Black Friday – we’ve all been hearing about it for what seems like weeks now. It’s hardly surprising – most of us are feeling the effects of a second lockdown perhaps more than the first time around and with many of us turning to our computers to shop, we may all be after a way to treat ourselves.
However, Black Friday has been a ‘thing’ in the UK for a few years now – and it’s clear that consumers have noticed. We all need to heed the warnings about the usual issues about buying for the sake of it, watching out for scams and being told something is a bargain when it might not be. But Resolver can show through our data that a number of users have their Black Friday shopping mapped out in advance in a bid to be that savvy shopper. And yet, the complaints they’re feeding through to us show that things can still go wrong.
That’s why this week I’m asking retailers to extend their returns policies for items purchased as part of Black Friday.
How shoppers plan for Black Friday
We’ve reported this week that more than 6,000 complaints since 2017 are explicitly about retail purchases made as part of a Black Friday or Cyber Monday deal. Compared to the big numbers we’ve been posting throughout the year about online shopping and package deliveries for example, that may not seem like an avalanche. But it’s 6,000 complaints – and a lot of them were much later than we might think.

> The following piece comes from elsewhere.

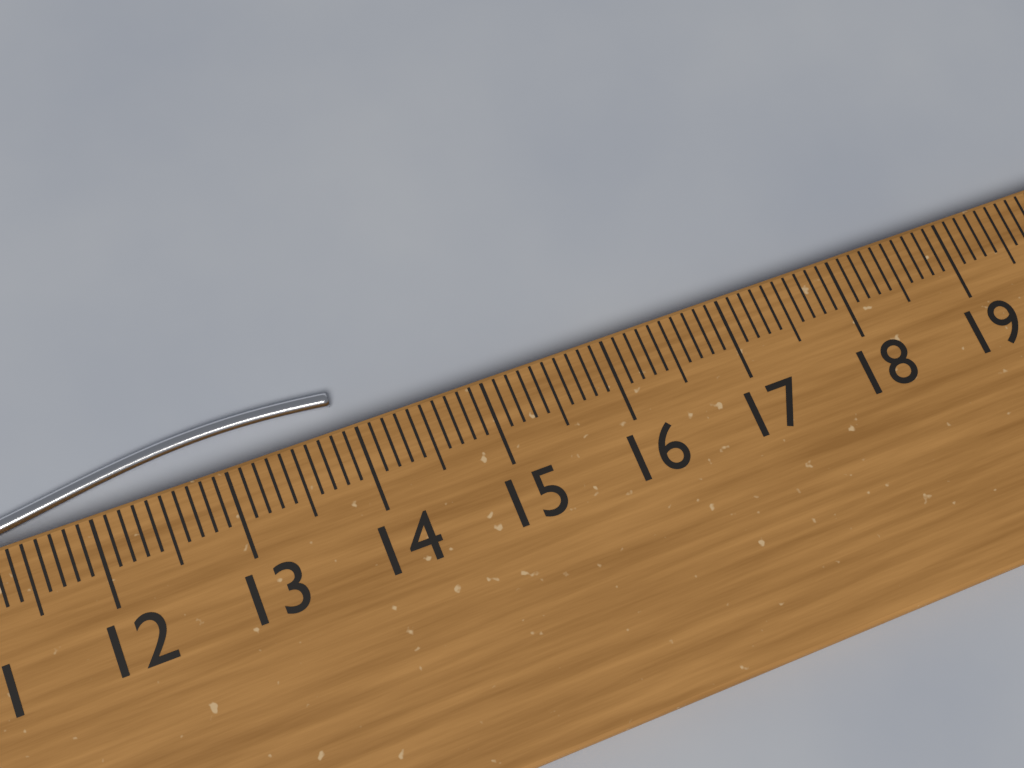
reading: 13.9 cm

During the first four months of this year we saw more than 1,000 complaints about items bought over the Black Friday sale period – up to five months after the ‘event’ itself in 2019. Going back two years more saw a similar trend, so it’s led me to ask why – and how can retailers help?
A number of people told us that they were buying Christmas presents in the Black Friday sales – only to discover that on Christmas day that present was either faulty or not what they thought it would be. Equally, consumers were using the ‘event’ of Black Friday to buy those items they knew they might need in the long-term, such as for a house move.

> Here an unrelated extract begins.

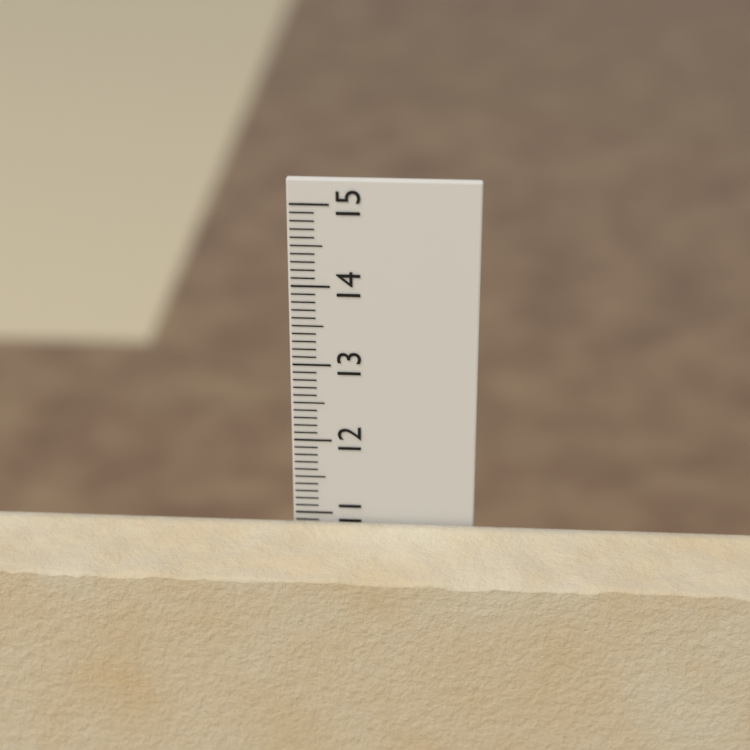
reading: 10.9 cm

Retailers should extend their returns policies
What this means however is that as a consumer, you’re perhaps not opening up that package when it arrives (assuming it does – there were plenty of Black Friday delivery issues too, according to our complaints). When you do so a month – or more – later, if it’s not up to scratch or what you expected, are you stuck with it?
In short, no. You do have rights, and Resolver can help you cut through the jargon as to what they are explicitly, as we’ve long said that some retailers clearly don’t understand what they need to do under the law to protect consumers.

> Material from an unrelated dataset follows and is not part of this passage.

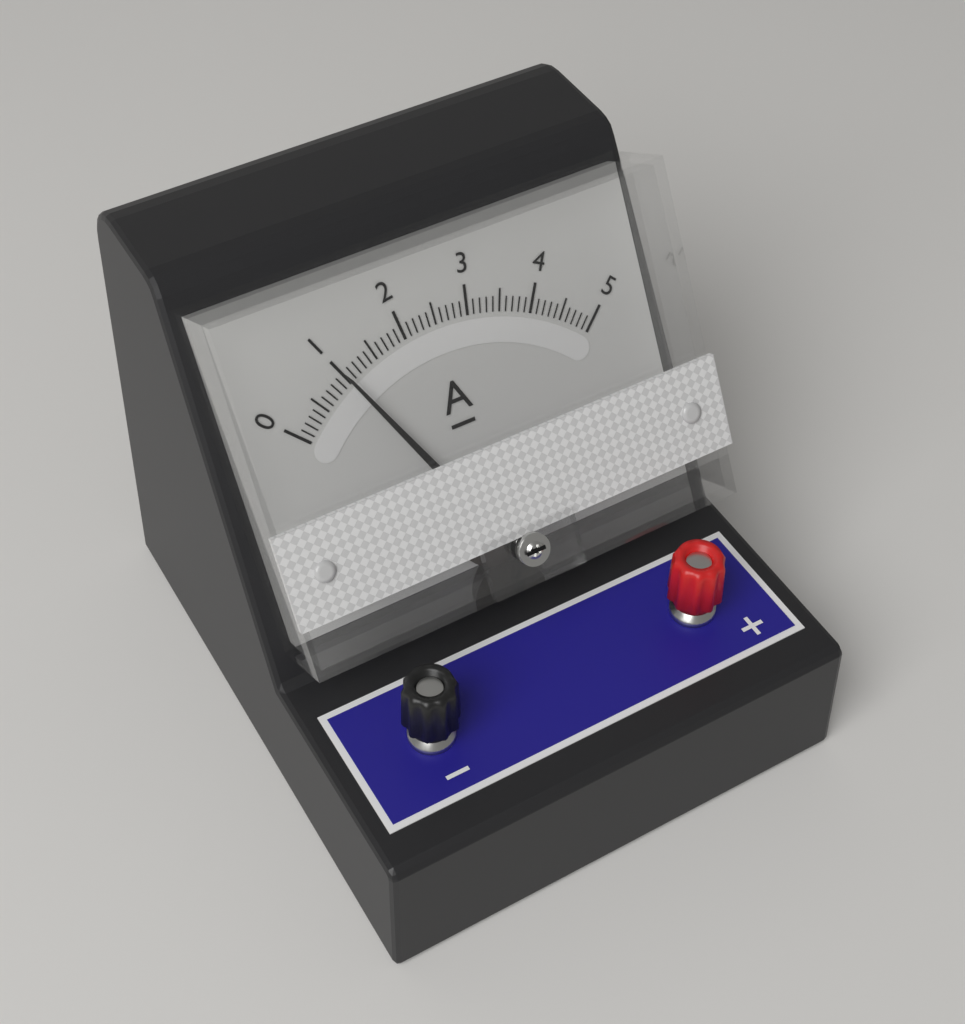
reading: 1.0 A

But we can show that Black Friday is a long-standing means for consumers to plan to save money. Given how they’re shopping – and not always for themselves, they’re placing a lot of faith in those they buy from to get it right.
It seems only logical to me then that retailers should understand that – and act above and beyond. That’s why I’m calling for retailers to extend returns policies for goods bought as part of a Black Friday sale.
It’s clear that shoppers are not just searching idly for a cut-price impulse buy, and in fact they are looking to get what they think is a good deal on the purchases that are important to them. This year, what we can also bank on is that if Christmas presents are being bought, the delivery address will likely be the recipient in preparation for potentially not being able to hand the gift over face-to-face.
Many retailers already offer extended returns for Christmas gifts – and Black Friday has become a shopping calendar stalwart in the UK over the past few years. So why can’t returns policies be extended to cover just a couple of weeks at a time where consumers are waiting – in fact encouraged to shop to take advantage of lower prices?
At no point have gestures of goodwill to consumers been more important than this year. In the face of many businesses not playing fair to their customers over the past few months, when those customers have been patient and in the main, reasonable, an extended returns policy seems to me like a no-brainer example of how retailers can acknowledge not only that they understand how and why their customers shop, but that they want to keep that trust and longer-term loyalty.